All of this is here in bright, flashing neon on Where the Action Is!, which helps make it one of the liveliest of the Nuggets boxes, but also the one that seems to stray furthest from the series' mission to excavate unheard garage rock and psychedelia; after all, the Beach Boys, the Byrds, and the Doors are hardly unknown quantities or one-hit wonders. Yet, in its own way, Where the Action Is! is as crucial as any of the boxes that followed the first Nuggets set, for it documents a brief, shining moment in time where everything and anything seemed possible.

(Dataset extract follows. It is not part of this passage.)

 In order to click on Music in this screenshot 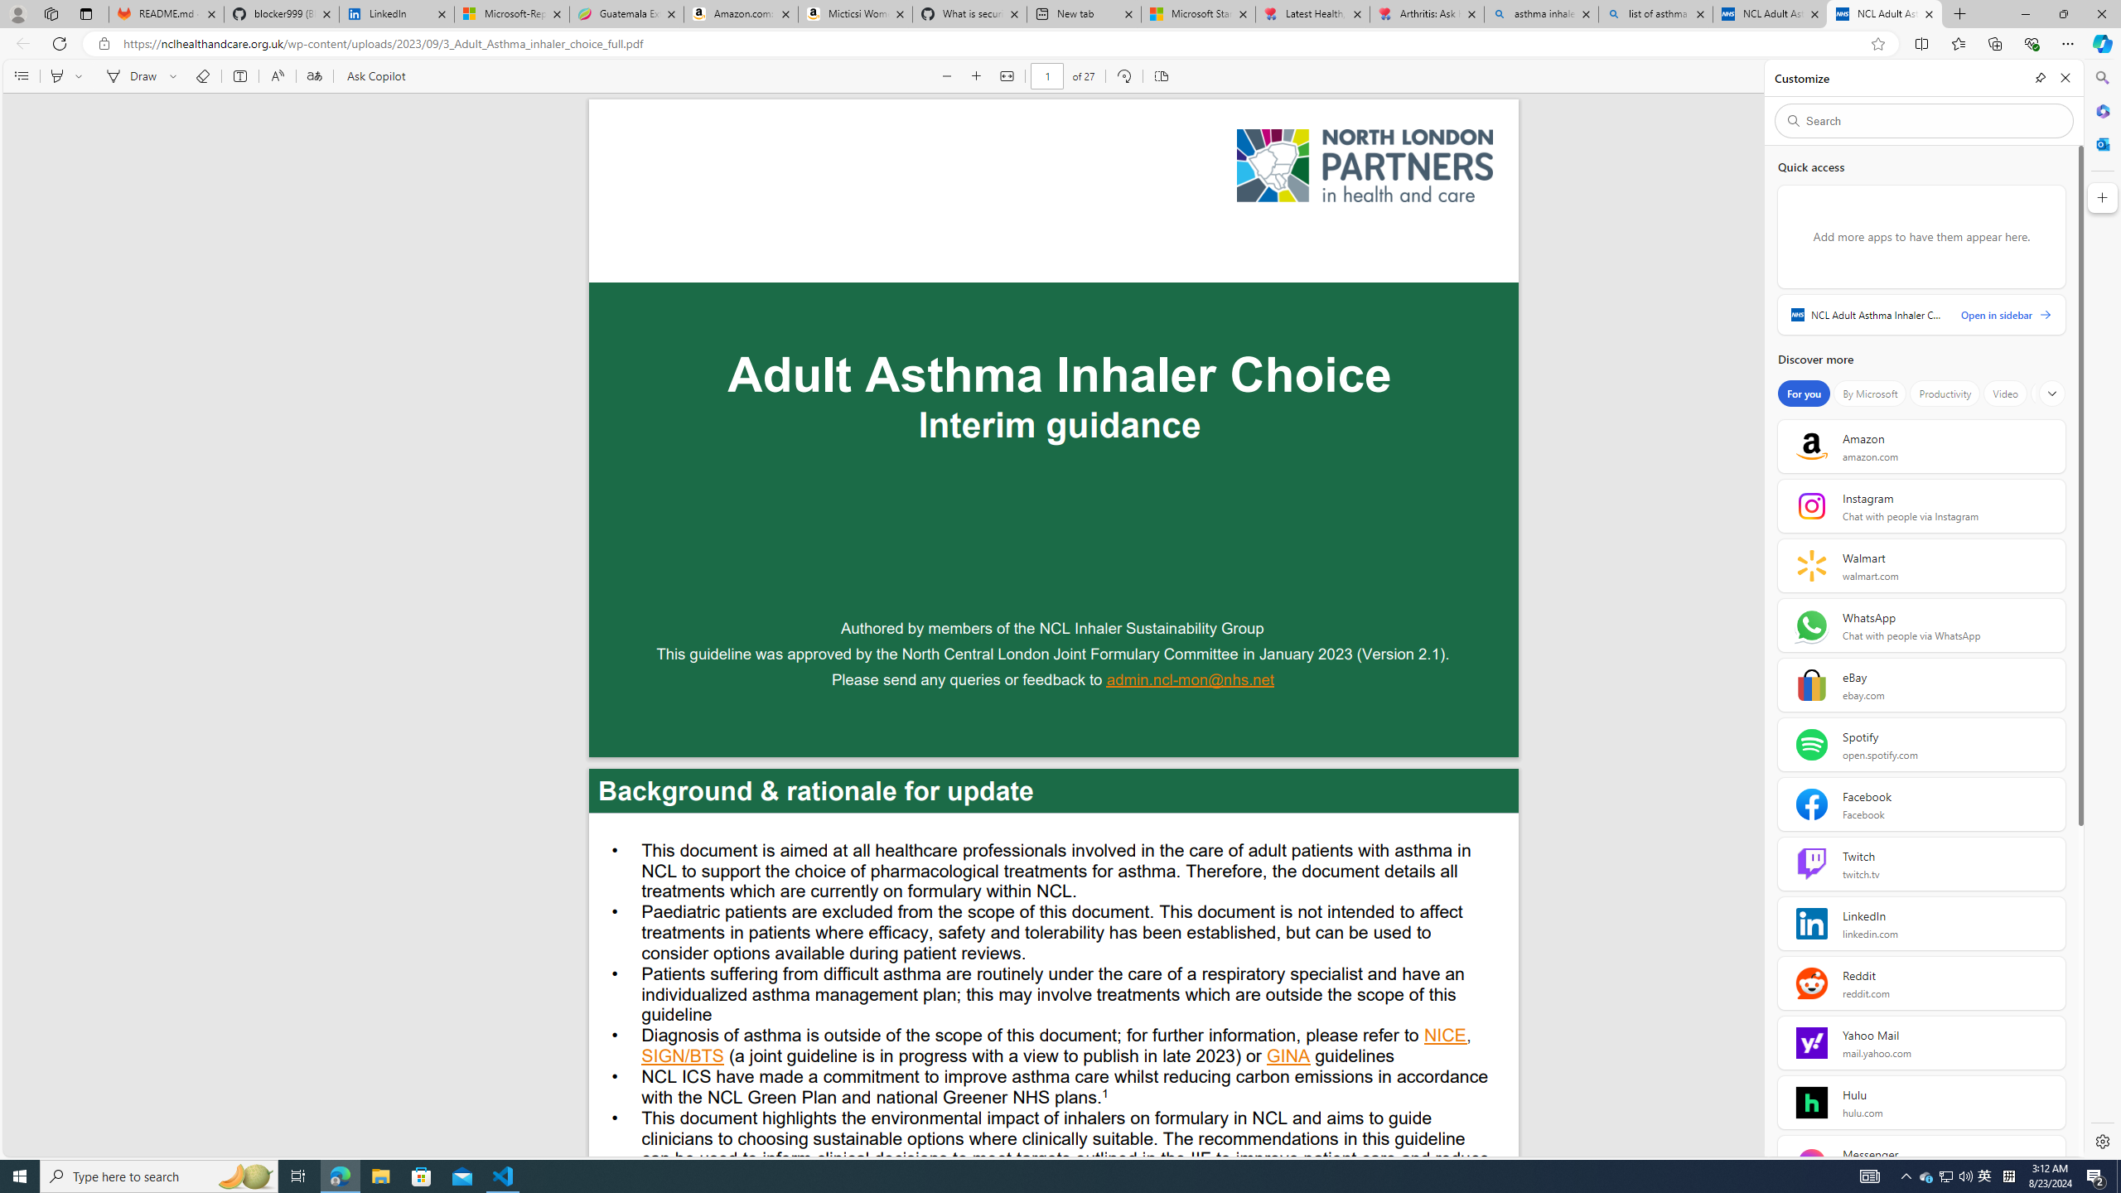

It's not archeology, it's pop culture anthropology that does an excellent job of charting the rise of the L.A. underground, illustrating its first surfacing in the mainstream, connecting the dots in a fashion that may surprise even some dedicated pop and rock fans, those that might not realize how the Turtles, Bobby Fuller Four, the Standells, the Association, the Electric Prunes, Nilsson, Captain Beefheart. and Iron Butterfly were all connected, however loosely, or how Rick Nelson and Del Shannon got weird as the decade started to draw to a close. These connections, along with discovering dozens of gems from lesser-known artists, are the reason why Where the Action Is! winds up being a blast, as well as a revelation just like any other Nuggets set.